Reform voters, however, think Andrew should lose that title too due to his alleged behavior. Two-thirds of Reform voters (68 percent), Green voters (69 percent) and Liberal Democrat voters (63 percent) reckon he should have the honorific title of prince “officially removed,” according to a survey by the More in Common think tank. That compares with just 51 percent of mainstream Conservative and Labour Party voters.
Officially removing Andrew’s prince title would require either an act of parliament, or could be done using the legal powers of the royal prerogative, but that would likely need to be done on the advice of a minister, according to a House of Commons briefing note.
“It perhaps shouldn’t be surprising that those voters who most want to see the Prince stripped of his title are those who are now voting for populist parties on the right or left,” Luke Tryl, executive director of More in Commons, said.
“For Green voters, who tend to be among the least supportive of the monarchy, the desire to see the Prince stripped of his title shouldn’t be surprising.
“But support is almost as high among Reform voters, a timely reminder that many Reform voters are particularly exasperated by what they see as a rigged system with ‘one rule for the rich and powerful and another for anyone else,’” he said.

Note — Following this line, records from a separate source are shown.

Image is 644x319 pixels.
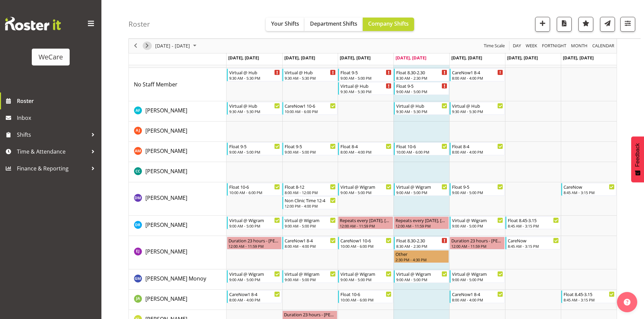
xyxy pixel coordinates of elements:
[394,142,449,156] div: Ashley Mendoza"s event - Float 10-6 Begin From Thursday, August 14, 2025 at 10:00:00 AM GMT+12:00...
[227,237,282,249] div: Ella Jarvis"s event - Duration 23 hours - Ella Jarvis Begin From Monday, August 11, 2025 at 12:00...
[449,183,505,196] div: Deepti Mahajan"s event - Float 9-5 Begin From Friday, August 15, 2025 at 9:00:00 AM GMT+12:00 End...
[525,42,538,50] span: Week
[282,237,337,249] div: Ella Jarvis"s event - CareNow1 8-4 Begin From Tuesday, August 12, 2025 at 8:00:00 AM GMT+12:00 En...
[591,42,616,50] button: Month
[564,291,614,297] div: Float 8.45-3.15
[143,42,152,50] button: Next
[452,143,503,150] div: Float 8-4
[449,290,505,303] div: Jane Arps"s event - CareNow1 8-4 Begin From Friday, August 15, 2025 at 8:00:00 AM GMT+12:00 Ends ...
[229,102,280,109] div: Virtual @ Hub
[396,277,447,282] div: 9:00 AM - 5:00 PM
[340,149,391,155] div: 8:00 AM - 4:00 PM
[227,290,282,303] div: Jane Arps"s event - CareNow1 8-4 Begin From Monday, August 11, 2025 at 8:00:00 AM GMT+12:00 Ends ...
[271,20,299,27] span: Your Shifts
[227,216,282,229] div: Deepti Raturi"s event - Virtual @ Wigram Begin From Monday, August 11, 2025 at 9:00:00 AM GMT+12:...
[452,223,503,229] div: 9:00 AM - 5:00 PM
[129,216,226,236] td: Deepti Raturi resource
[17,130,88,140] span: Shifts
[564,297,614,303] div: 8:45 AM - 3:15 PM
[304,18,362,31] button: Department Shifts
[394,102,449,115] div: Alex Ferguson"s event - Virtual @ Hub Begin From Thursday, August 14, 2025 at 9:30:00 AM GMT+12:0...
[452,69,503,76] div: CareNow1 8-4
[340,89,391,94] div: 9:30 AM - 5:30 PM
[129,289,226,310] td: Jane Arps resource
[451,55,482,61] span: [DATE], [DATE]
[129,20,150,28] h4: Roster
[396,149,447,155] div: 10:00 AM - 6:00 PM
[228,243,280,248] div: 12:00 AM - 11:59 PM
[284,217,336,223] div: Virtual @ Wigram
[145,194,187,202] a: [PERSON_NAME]
[17,96,98,106] span: Roster
[507,217,559,223] div: Float 8.45-3.15
[282,142,337,156] div: Ashley Mendoza"s event - Float 9-5 Begin From Tuesday, August 12, 2025 at 9:00:00 AM GMT+12:00 En...
[394,237,449,249] div: Ella Jarvis"s event - Float 8.30-2.30 Begin From Thursday, August 14, 2025 at 8:30:00 AM GMT+12:0...
[229,183,280,190] div: Float 10-6
[145,127,187,134] span: [PERSON_NAME]
[229,190,280,195] div: 10:00 AM - 6:00 PM
[556,17,571,32] button: Download a PDF of the roster according to the set date range.
[228,237,280,244] div: Duration 23 hours - [PERSON_NAME]
[340,69,391,76] div: Float 9-5
[395,250,447,257] div: Other
[394,216,449,229] div: Deepti Raturi"s event - Repeats every wednesday, thursday - Deepti Raturi Begin From Thursday, Au...
[284,197,336,204] div: Non Clinic Time 12-4
[282,102,337,115] div: Alex Ferguson"s event - CareNow1 10-6 Begin From Tuesday, August 12, 2025 at 10:00:00 AM GMT+12:0...
[284,102,336,109] div: CareNow1 10-6
[525,42,538,50] button: Timeline Week
[340,243,391,248] div: 10:00 AM - 6:00 PM
[282,216,337,229] div: Deepti Raturi"s event - Virtual @ Wigram Begin From Tuesday, August 12, 2025 at 9:00:00 AM GMT+12...
[395,257,447,262] div: 2:30 PM - 4:30 PM
[535,17,550,32] button: Add a new shift
[141,39,152,53] div: next period
[229,223,280,229] div: 9:00 AM - 5:00 PM
[145,275,206,282] span: [PERSON_NAME] Monoy
[396,75,447,80] div: 8:30 AM - 2:30 PM
[129,270,226,289] td: Gladie Monoy resource
[154,42,199,50] button: August 2025
[541,42,567,50] span: Fortnight
[284,149,336,155] div: 9:00 AM - 5:00 PM
[396,183,447,190] div: Virtual @ Wigram
[452,109,503,114] div: 9:30 AM - 5:30 PM
[284,311,336,318] div: Duration 23 hours - [PERSON_NAME]
[229,277,280,282] div: 9:00 AM - 5:00 PM
[396,143,447,150] div: Float 10-6
[340,75,391,80] div: 9:00 AM - 5:00 PM
[396,237,447,244] div: Float 8.30-2.30
[600,17,615,32] button: Send a list of all shifts for the selected filtered period to all rostered employees.
[129,102,226,121] td: Alex Ferguson resource
[145,295,187,303] span: [PERSON_NAME]
[145,295,187,303] a: [PERSON_NAME]
[17,113,98,123] span: Inbox
[228,55,259,61] span: [DATE], [DATE]
[396,82,447,89] div: Float 9-5
[396,190,447,195] div: 9:00 AM - 5:00 PM
[284,223,336,229] div: 9:00 AM - 5:00 PM
[505,216,560,229] div: Deepti Raturi"s event - Float 8.45-3.15 Begin From Saturday, August 16, 2025 at 8:45:00 AM GMT+12...
[394,183,449,196] div: Deepti Mahajan"s event - Virtual @ Wigram Begin From Thursday, August 14, 2025 at 9:00:00 AM GMT+...
[152,39,201,53] div: August 11 - 17, 2025
[284,69,336,76] div: Virtual @ Hub
[505,237,560,249] div: Ella Jarvis"s event - CareNow Begin From Saturday, August 16, 2025 at 8:45:00 AM GMT+12:00 Ends A...
[284,277,336,282] div: 9:00 AM - 5:00 PM
[394,82,449,95] div: No Staff Member"s event - Float 9-5 Begin From Thursday, August 14, 2025 at 9:00:00 AM GMT+12:00 ...
[368,20,408,27] span: Company Shifts
[284,55,315,61] span: [DATE], [DATE]
[134,80,177,88] span: No Staff Member
[449,270,505,283] div: Gladie Monoy"s event - Virtual @ Wigram Begin From Friday, August 15, 2025 at 9:00:00 AM GMT+12:0...
[449,102,505,115] div: Alex Ferguson"s event - Virtual @ Hub Begin From Friday, August 15, 2025 at 9:30:00 AM GMT+12:00 ...
[284,203,336,208] div: 12:00 PM - 4:00 PM
[340,183,391,190] div: Virtual @ Wigram
[591,42,615,50] span: calendar
[338,82,393,95] div: No Staff Member"s event - Virtual @ Hub Begin From Wednesday, August 13, 2025 at 9:30:00 AM GMT+1...
[452,217,503,223] div: Virtual @ Wigram
[396,89,447,94] div: 9:00 AM - 5:00 PM
[284,237,336,244] div: CareNow1 8-4
[340,143,391,150] div: Float 8-4
[340,237,391,244] div: CareNow1 10-6
[451,243,503,248] div: 12:00 AM - 11:59 PM
[282,69,337,81] div: No Staff Member"s event - Virtual @ Hub Begin From Tuesday, August 12, 2025 at 9:30:00 AM GMT+12:...
[512,42,521,50] span: Day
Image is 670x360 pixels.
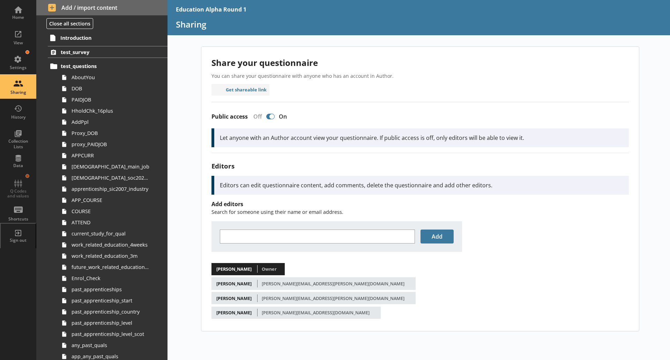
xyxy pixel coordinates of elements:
[262,309,369,316] div: [PERSON_NAME][EMAIL_ADDRESS][DOMAIN_NAME]
[59,284,167,295] a: past_apprenticeships
[71,141,149,148] span: proxy_PAIDJOB
[61,63,146,69] span: test_questions
[71,252,149,259] span: work_related_education_3m
[276,113,292,120] div: On
[59,295,167,306] a: past_apprenticeship_start
[214,265,254,274] span: [PERSON_NAME]
[71,208,149,214] span: COURSE
[71,107,149,114] span: HholdChk_16plus
[59,161,167,172] a: [DEMOGRAPHIC_DATA]_main_job
[59,239,167,250] a: work_related_education_4weeks
[59,250,167,262] a: work_related_education_3m
[220,181,623,189] p: Editors can edit questionnaire content, add comments, delete the questionnaire and add other edit...
[48,46,167,58] a: test_survey
[420,229,453,243] button: Add
[6,216,30,222] div: Shortcuts
[48,61,167,72] a: test_questions
[369,308,378,317] button: Remove editor
[6,237,30,243] div: Sign out
[248,113,265,120] div: Off
[59,228,167,239] a: current_study_for_qual
[71,163,149,170] span: [DEMOGRAPHIC_DATA]_main_job
[404,294,413,302] button: Remove editor
[59,105,167,116] a: HholdChk_16plus
[59,183,167,195] a: apprenticeship_sic2007_industry
[262,280,404,287] div: [PERSON_NAME][EMAIL_ADDRESS][PERSON_NAME][DOMAIN_NAME]
[211,209,343,215] span: Search for someone using their name or email address.
[71,308,149,315] span: past_apprenticeship_country
[61,49,146,55] span: test_survey
[6,163,30,168] div: Data
[71,319,149,326] span: past_apprenticeship_level
[6,65,30,70] div: Settings
[59,172,167,183] a: [DEMOGRAPHIC_DATA]_soc2020_job_title
[59,329,167,340] a: past_apprenticeship_level_scot
[214,279,254,288] span: [PERSON_NAME]
[262,266,277,272] span: Owner
[262,295,404,301] div: [PERSON_NAME][EMAIL_ADDRESS][PERSON_NAME][DOMAIN_NAME]
[59,83,167,94] a: DOB
[71,197,149,203] span: APP_COURSE
[211,113,248,120] label: Public access
[71,297,149,304] span: past_apprenticeship_start
[59,150,167,161] a: APPCURR
[59,273,167,284] a: Enrol_Check
[71,130,149,136] span: Proxy_DOB
[71,342,149,348] span: any_past_quals
[46,18,93,29] button: Close all sections
[6,114,30,120] div: History
[71,152,149,159] span: APPCURR
[60,35,146,41] span: Introduction
[71,230,149,237] span: current_study_for_qual
[6,90,30,95] div: Sharing
[6,40,30,46] div: View
[59,195,167,206] a: APP_COURSE
[214,294,254,303] span: [PERSON_NAME]
[71,74,149,81] span: AboutYou
[59,340,167,351] a: any_past_quals
[71,96,149,103] span: PAIDJOB
[6,15,30,20] div: Home
[59,206,167,217] a: COURSE
[59,306,167,317] a: past_apprenticeship_country
[71,353,149,360] span: app_any_past_quals
[71,331,149,337] span: past_apprenticeship_level_scot
[59,317,167,329] a: past_apprenticeship_level
[71,186,149,192] span: apprenticeship_sic2007_industry
[59,116,167,128] a: AddPpl
[59,72,167,83] a: AboutYou
[59,262,167,273] a: future_work_related_education_3m
[71,241,149,248] span: work_related_education_4weeks
[211,73,628,79] p: You can share your questionnaire with anyone who has an account in Author.
[220,134,623,142] p: Let anyone with an Author account view your questionnaire. If public access is off, only editors ...
[59,94,167,105] a: PAIDJOB
[71,264,149,270] span: future_work_related_education_3m
[211,161,628,170] h3: Editors
[404,279,413,288] button: Remove editor
[176,19,661,30] h1: Sharing
[211,84,270,96] button: Get shareable link
[211,200,628,208] h4: Add editors
[71,85,149,92] span: DOB
[211,57,628,68] h2: Share your questionnaire
[48,4,156,12] span: Add / import content
[176,6,246,13] div: Education Alpha Round 1
[71,174,149,181] span: [DEMOGRAPHIC_DATA]_soc2020_job_title
[47,32,167,43] a: Introduction
[71,275,149,281] span: Enrol_Check
[6,138,30,149] div: Collection Lists
[59,139,167,150] a: proxy_PAIDJOB
[59,128,167,139] a: Proxy_DOB
[71,119,149,125] span: AddPpl
[71,219,149,226] span: ATTEND
[71,286,149,293] span: past_apprenticeships
[59,217,167,228] a: ATTEND
[214,308,254,317] span: [PERSON_NAME]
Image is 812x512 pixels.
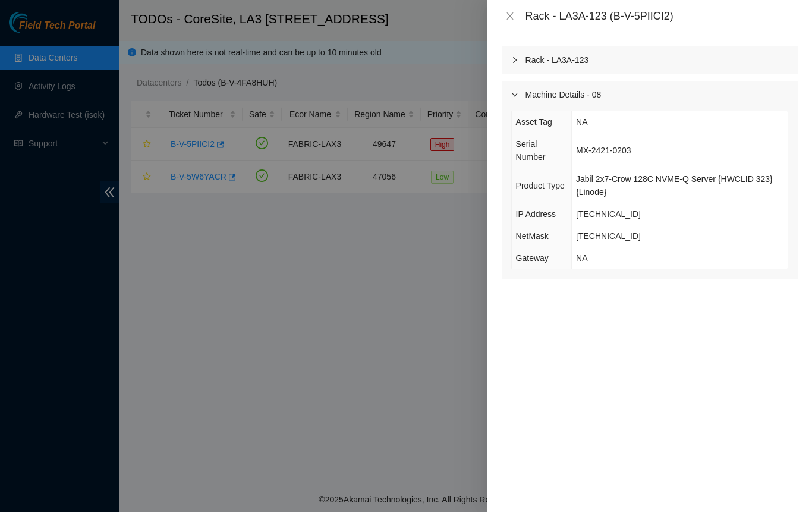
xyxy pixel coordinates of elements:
[505,11,515,21] span: close
[516,231,549,241] span: NetMask
[576,253,587,263] span: NA
[516,181,565,190] span: Product Type
[516,209,556,219] span: IP Address
[502,11,519,22] button: Close
[512,91,519,98] span: right
[576,209,641,219] span: [TECHNICAL_ID]
[512,57,519,64] span: right
[576,174,773,197] span: Jabil 2x7-Crow 128C NVME-Q Server {HWCLID 323}{Linode}
[516,139,546,162] span: Serial Number
[516,118,553,127] span: Asset Tag
[526,9,798,23] div: Rack - LA3A-123 (B-V-5PIICI2)
[576,231,641,241] span: [TECHNICAL_ID]
[516,253,549,263] span: Gateway
[576,118,587,127] span: NA
[502,47,798,74] div: Rack - LA3A-123
[576,146,631,155] span: MX-2421-0203
[502,81,798,108] div: Machine Details - 08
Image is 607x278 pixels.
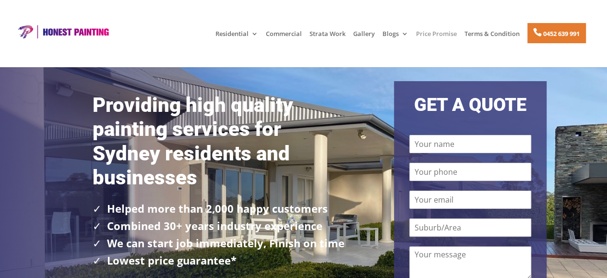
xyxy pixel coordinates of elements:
[310,30,345,47] a: Strata Work
[107,218,322,233] strong: Combined 30+ years industry experience
[409,163,531,181] input: Your phone
[107,201,328,215] strong: Helped more than 2,000 happy customers
[409,218,531,237] input: Suburb/Area
[382,30,408,47] a: Blogs
[527,23,585,43] a: 0452 639 991
[215,30,258,47] a: Residential
[107,253,237,267] strong: Lowest price guarantee*
[409,135,531,153] input: Your name
[416,30,457,47] a: Price Promise
[107,236,345,250] strong: We can start job immediately, Finish on time
[409,190,531,209] input: Your email
[266,30,302,47] a: Commercial
[353,30,375,47] a: Gallery
[14,24,111,39] img: Honest Painting
[93,93,348,195] h1: Providing high quality painting services for Sydney residents and businesses
[394,95,546,119] h2: GET A QUOTE
[464,30,520,47] a: Terms & Condition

There are growing calls for Andrew and his ex-wife Sarah Ferguson to move out of the 30-room Royal Lodge following the publication of the posthumous memoir of Virginia Giuffre, the woman who accused him of sexual assault, which he strenuously denies, and after it emerged he pays a “peppercorn rent” – a quirk of British law that reduces the ground rent paid on a property by a leaseholder to a small, nominal fee, or “peppercorn” – to live in the vast property on the Windsor Estate.